Michael Gerver cites the planet Venus as a caution about runaway greenhouse warming (Physics Today, September 2017, page 11). Apart from Venus’s being much closer to the Sun and having a very dense carbon dioxide atmosphere, another critical difference between Earth and Venus is highly relevant to our greenhouse effect but rarely mentioned: Earth has seasons; Venus does not.
The importance of seasons struck me when I was puzzling how IR radiation can escape from the tropopause into outer space.
In the troposphere, heat is transported upward by convection. First-year undergraduates are taught how to calculate the lapse rate—the temperature drop with altitude—by considering gas thermodynamics alone. But at the tropopause, the temperature ceases to fall with altitude and begins to rise again. The cause is UV heating from above.
Above the tropopause, convection is no longer a viable mechanism for vertical heat transport, and that is why the stratosphere is stratified. If heat is to escape into space from the tropopause, it is going to be by IR radiation. But there is a problem: greenhouse gases, such as CO2, which provide the IR. The CO2 concentration makes the mean free path quite short for a photon at the center of the molecule’s IR resonance. And with the temperature now rising, the net IR flux at that frequency is actually downward.
Nevertheless, IR radiation can cross the stratosphere at frequencies with a smaller CO2 cross section. Raymond T. Pierrehumbert alluded to that in an excellent feature article he wrote for Physics Today (January 2011, page 33). However, the restriction to off-resonance frequencies severely limits the amount of heat that can be shed into space.
In the case of Venus, the options essentially end there. Any extra heating at the surface will cause thermal runaway until some new mode of heat shedding is activated. For Venus, it would appear that the surface is hot enough for the temperature to fall monotonically with altitude all the way up.
Earth, however, has another savior: its shadow, which in winter shields the stratosphere near the poles and thus prevents UV heating from above. The temperature continues to fall with altitude, and IR radiation, even at the center of the CO2 resonance, can cross the stratosphere.
What is surprising is that the seasonal heat shedding receives so little attention.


Everything from the line holding "Describe the element at coordinates (255, 191)" to the end of the listing below should be copied exactly, line for line, minus the pictures.

++++ Exercise inputs ++++

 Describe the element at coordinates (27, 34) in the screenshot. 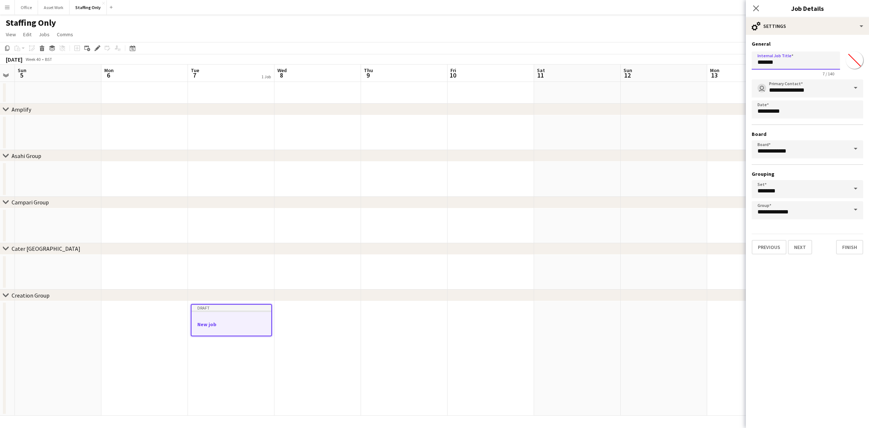

I see `a: Edit` at that location.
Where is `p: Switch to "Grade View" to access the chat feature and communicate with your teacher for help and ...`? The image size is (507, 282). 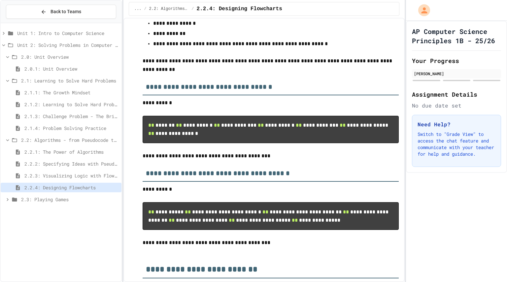 p: Switch to "Grade View" to access the chat feature and communicate with your teacher for help and ... is located at coordinates (457, 144).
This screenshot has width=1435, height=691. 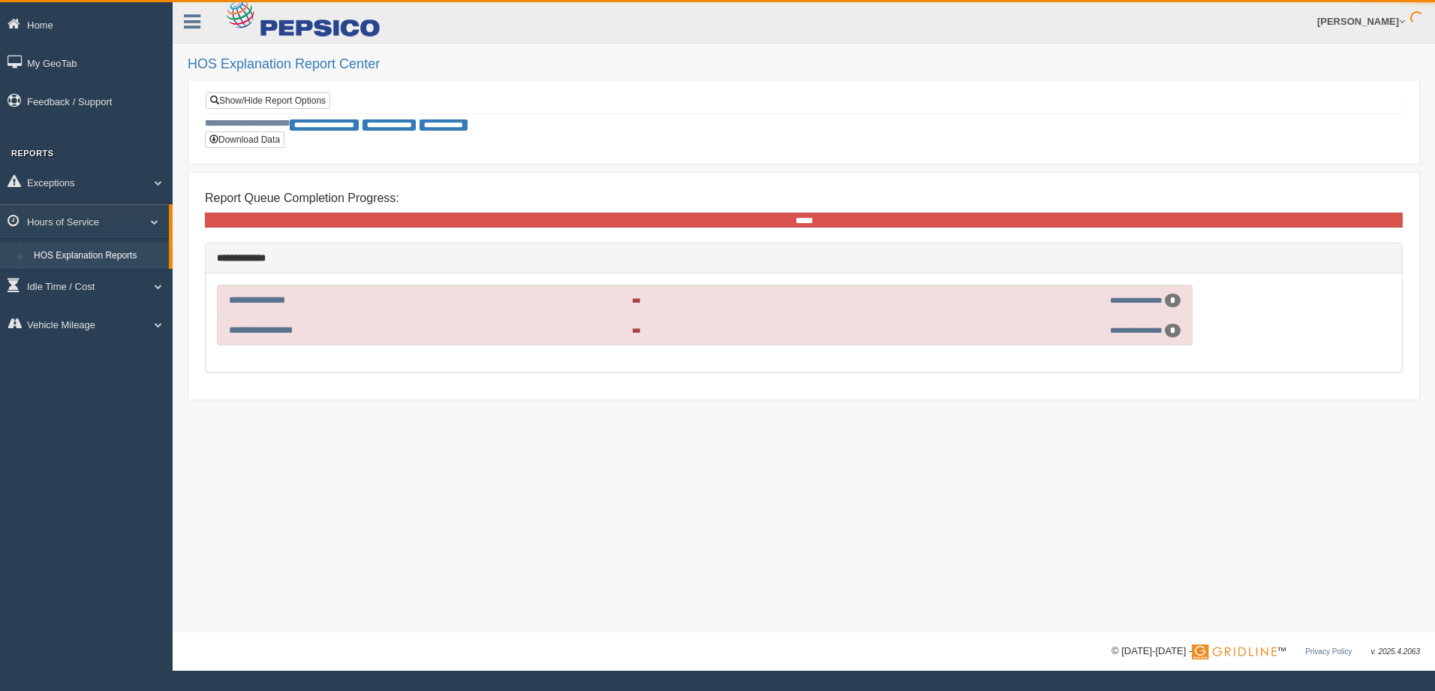 I want to click on button: Download Data, so click(x=245, y=140).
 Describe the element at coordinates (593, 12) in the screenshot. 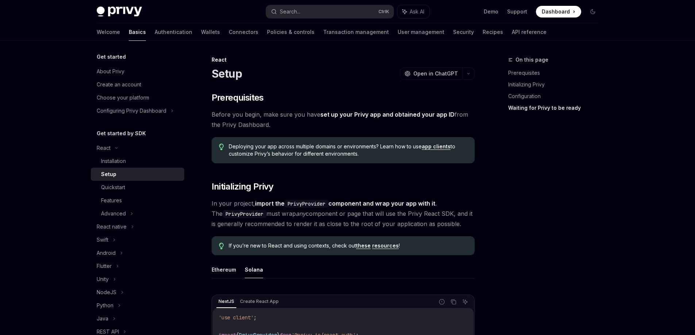

I see `button: Toggle dark mode` at that location.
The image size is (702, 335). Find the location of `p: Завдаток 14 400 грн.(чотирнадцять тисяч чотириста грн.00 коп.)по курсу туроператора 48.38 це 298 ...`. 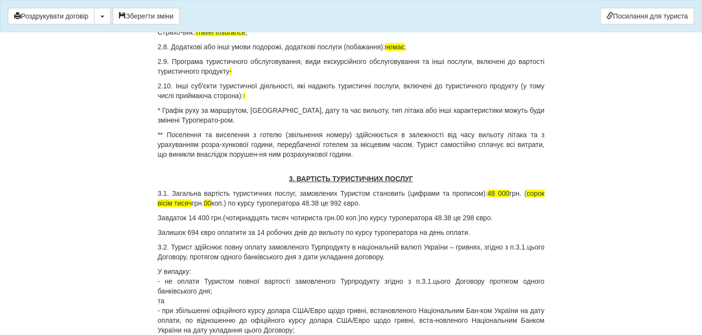

p: Завдаток 14 400 грн.(чотирнадцять тисяч чотириста грн.00 коп.)по курсу туроператора 48.38 це 298 ... is located at coordinates (351, 217).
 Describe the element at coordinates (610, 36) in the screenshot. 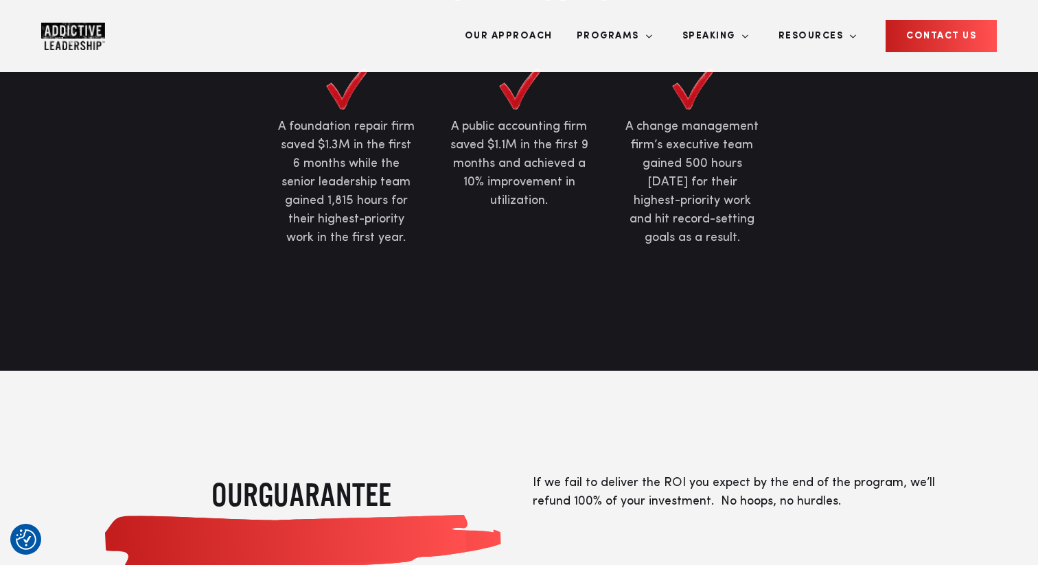

I see `a: Programs` at that location.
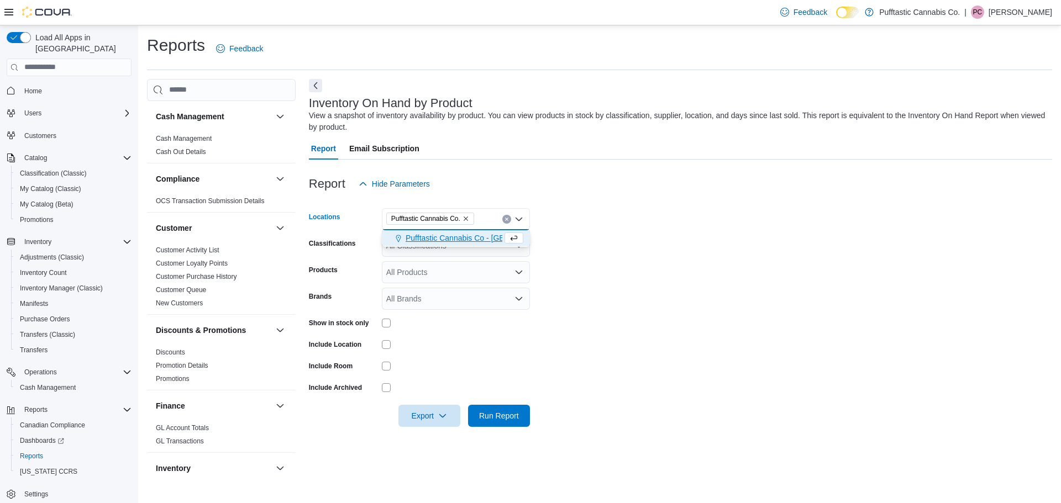  I want to click on span: Purchase Orders, so click(45, 319).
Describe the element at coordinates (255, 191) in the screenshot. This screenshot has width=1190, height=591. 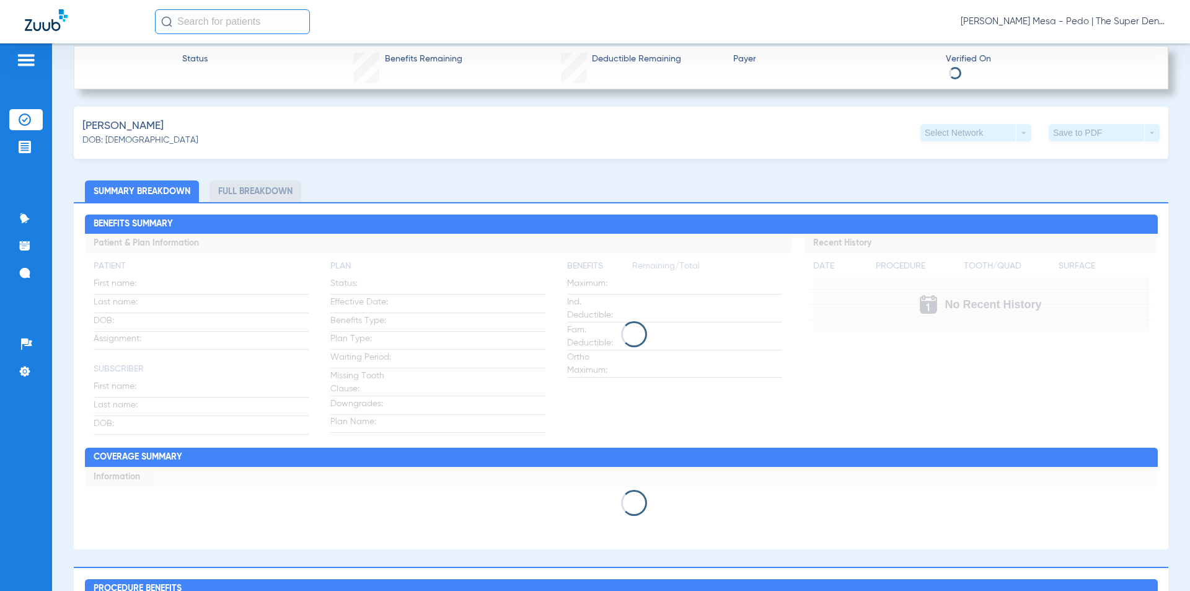
I see `li: Full Breakdown` at that location.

++++

- Exercise answer -
Describe the element at coordinates (255, 191) in the screenshot. This screenshot has width=1190, height=591. 
I see `li: Full Breakdown` at that location.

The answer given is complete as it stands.